That puts no garlic in the sauce.





Evidently this was an ancient Egyptian equivalent of "that doesn't help us, does it". Set in the Fourth Dynasty when the Pharaoh Khufu reigned in the early 26th century BC, De Wolfe Morgan's 1937 story Great Pyramid Mystery (Scholastic Book Services' T 33; no ISBNs before the AD 1970s, remember?), the story begins with Setna accompanying his father Dekere on an inspection tour of what we know as the Great Pyramid of Giza as it nears completion. Setna's father is seized with some untraceable poison and dies, and Setna rushes from the priests there to deliver a message to Khufu that someone is out to stop the completion of his pyramid, and thereby stop the representative of the gods from having his will done. Khufu appoints Setna one of his personal messengers, and in that position he sees a great deal more to Egypt than the Nile and constant tributes to the gods in his and his friend's attempts to uncover the plot to overthrow the Pharaoh and stop the pyramid.

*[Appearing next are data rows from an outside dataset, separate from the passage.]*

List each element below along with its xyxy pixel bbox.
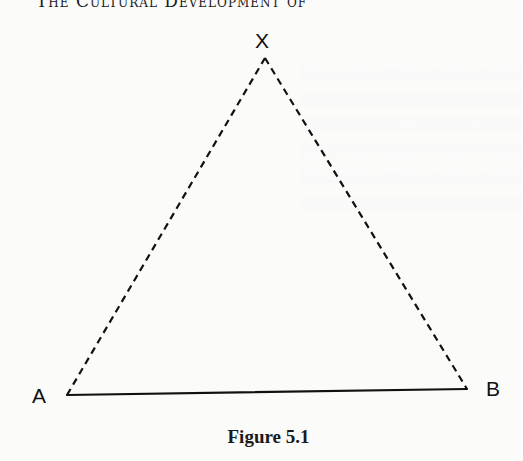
edge-x-b (265, 58, 467, 389)
triangle-diagram (0, 0, 523, 461)
figure-caption: Figure 5.1 (0, 426, 523, 448)
edge-a-x (67, 58, 265, 395)
vertex-label-a: A (32, 385, 46, 406)
vertex-label-x: X (255, 30, 269, 51)
vertex-label-b: B (486, 378, 500, 399)
edge-a-b (67, 389, 467, 395)
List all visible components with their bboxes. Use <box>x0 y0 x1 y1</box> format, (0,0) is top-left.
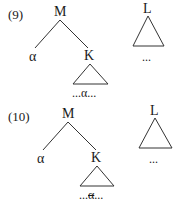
k-subtree-yield: ...α... <box>72 86 96 100</box>
k-subtree-triangle <box>80 166 114 186</box>
yield-suffix: ... <box>94 188 103 202</box>
node-l: L <box>150 104 159 118</box>
node-alpha: α <box>37 152 44 166</box>
node-m: M <box>54 5 66 19</box>
yield-prefix: ... <box>72 86 81 100</box>
node-k: K <box>84 49 94 63</box>
k-subtree-triangle <box>73 64 108 84</box>
l-subtree-triangle <box>139 118 172 148</box>
l-subtree-triangle <box>133 16 164 46</box>
node-m: M <box>62 107 74 121</box>
l-subtree-yield: ... <box>149 152 158 166</box>
example-number: (9) <box>8 8 23 22</box>
yield-prefix: ... <box>79 188 88 202</box>
node-l: L <box>143 2 152 16</box>
example-9: (9) M α K ...α... L ... <box>0 0 186 102</box>
node-alpha: α <box>29 50 36 64</box>
node-k: K <box>91 151 101 165</box>
example-number: (10) <box>8 110 30 124</box>
yield-suffix: ... <box>87 86 96 100</box>
l-subtree-yield: ... <box>142 50 151 64</box>
k-subtree-yield: ...α... <box>79 188 103 202</box>
example-10: (10) M α K ...α... L ... <box>0 102 186 204</box>
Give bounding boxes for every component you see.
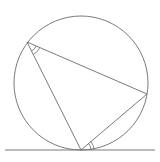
geometry-diagram — [0, 0, 160, 162]
chord-ab — [27, 42, 147, 94]
angle-mark-a-inner — [32, 46, 37, 51]
circle — [14, 16, 148, 150]
chord-ac — [27, 42, 81, 150]
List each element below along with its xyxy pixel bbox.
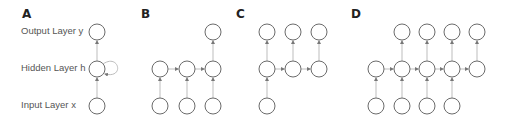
hidden-node-b bbox=[205, 61, 221, 77]
hidden-node-d bbox=[419, 61, 435, 77]
hidden-node-b bbox=[179, 61, 195, 77]
input-node-b bbox=[152, 98, 168, 114]
hidden-node-d bbox=[394, 61, 410, 77]
hidden-node-c bbox=[285, 61, 301, 77]
hidden-node-d bbox=[469, 61, 485, 77]
hidden-node-d bbox=[368, 61, 384, 77]
hidden-node-b bbox=[152, 61, 168, 77]
output-node-c bbox=[259, 24, 275, 40]
input-node-d bbox=[394, 98, 410, 114]
input-node-b bbox=[205, 98, 221, 114]
input-node-c bbox=[259, 98, 275, 114]
hidden-node-c bbox=[311, 61, 327, 77]
output-node-a bbox=[89, 24, 105, 40]
hidden-node-c bbox=[259, 61, 275, 77]
output-node-d bbox=[444, 24, 460, 40]
output-node-b bbox=[205, 24, 221, 40]
input-node-a bbox=[89, 98, 105, 114]
output-node-d bbox=[419, 24, 435, 40]
hidden-node-d bbox=[444, 61, 460, 77]
output-node-d bbox=[469, 24, 485, 40]
input-node-b bbox=[179, 98, 195, 114]
input-node-d bbox=[419, 98, 435, 114]
input-node-d bbox=[444, 98, 460, 114]
input-node-d bbox=[368, 98, 384, 114]
output-node-d bbox=[394, 24, 410, 40]
rnn-diagram bbox=[0, 0, 509, 122]
output-node-c bbox=[311, 24, 327, 40]
output-node-c bbox=[285, 24, 301, 40]
hidden-node-a bbox=[89, 61, 105, 77]
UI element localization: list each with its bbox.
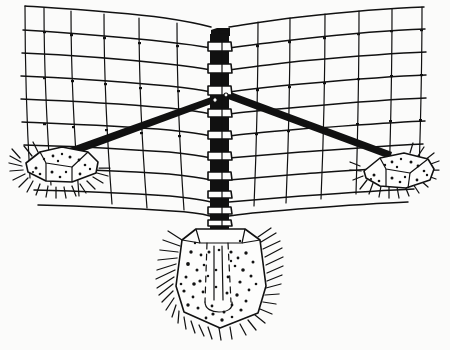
illustration-canvas: Braced fence corner post with concrete f… [0, 0, 450, 350]
post-wire-bands [208, 42, 232, 226]
brace-bolt-left [213, 98, 217, 102]
concrete-footing [176, 229, 266, 328]
brace-bolt-right [224, 93, 228, 97]
corner-post [208, 28, 232, 232]
footing-body [176, 229, 266, 328]
fence-corner-post-drawing [0, 0, 450, 350]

The church-state separation we rail on so much about today didn't exist in ancient Egypt.


But it was still there; despite being considered a child of the gods if not a god himself, Pharaoh's claim on the throne remained pretty precarious, especially in a bad harvest, in a near-perpetual struggle between the nobles and priests. Granted, no praetorian guard whispered in Pharaoh's ears, "Behold, thou art mortal", but he had to know it. And seeing a mystery unfold in a setting that's so different from where we're used to existing makes you realize that people are fundamentally no different in any age. The same desires, the same wills, the same loves and hates. It's just the time and place are different. Men are always like waffles, and women are always like spaghetti. But that's the subject of another book I read, and Bill & Pam Farrel's food analogy in their 2001 book Men Are Like Waffles -- Women Are Like Spaghetti (ISBN 0736904867) refers to the way men and women in marriage differently process information.


Yes, that sounded right.


Men have the tendency to compartmentalize different areas of their life, setting up boxes much like waffles have, while women tend to interconnect everything to the point there's no difference between spaghetti and sauce. Anyway, the Farrels who cofounded and codirect Masterful Living for couples use the analogy to make readers realize through their own experiences how each person in a couple can help each other relieve stress, coordinate parenting, and bring out the best their spouse has to offer in every area. This is one of those things I really need Martha -- who came home after two hours on the job today because she's still recovering from a bad cough and coughing up -- to work with me on next year. School doesn't start here again until Tuesday (and evidently the snow will NOT be so bad over this coming weekend as it concerned some) and already the kids are chafing at the bit. I brought them to my in-laws' before I went to work and Jeffrey's got his iPad while Sarah's got

Avery who lit up with a big smile on seeing me!


I'm really getting better with kids this year ... it's been a variety of ups and downs, but it's hard to encapsulate the whole year as I used to do with letters. But that's ok, I think; the older I get the more I'm finding a lot less mattering as much as it once did. I mean, so what if I don't teach Sunday school any more I've still got a lot to do and so what if I'm not (yet) the wealth-producer that I want to be for the sake of my family. A lot more of it is not due to lethargy as I thought -- it's just not that important any more. It has been a real fight, even when I can't find the words to admit it is one, to feel that yes I have been creative, yes I have made a difference, just not always in the way I want to. And I'm really working on not repeating myself again and again and again or finding offense quite so easily in my own household. The families I interact with outside of my own aren't necessarily worse or better than mine when they don't advertise it. I'm just concerned about doing better myself.


And for this 2016 drawing to a close, that's about all I can ask -- to better myself.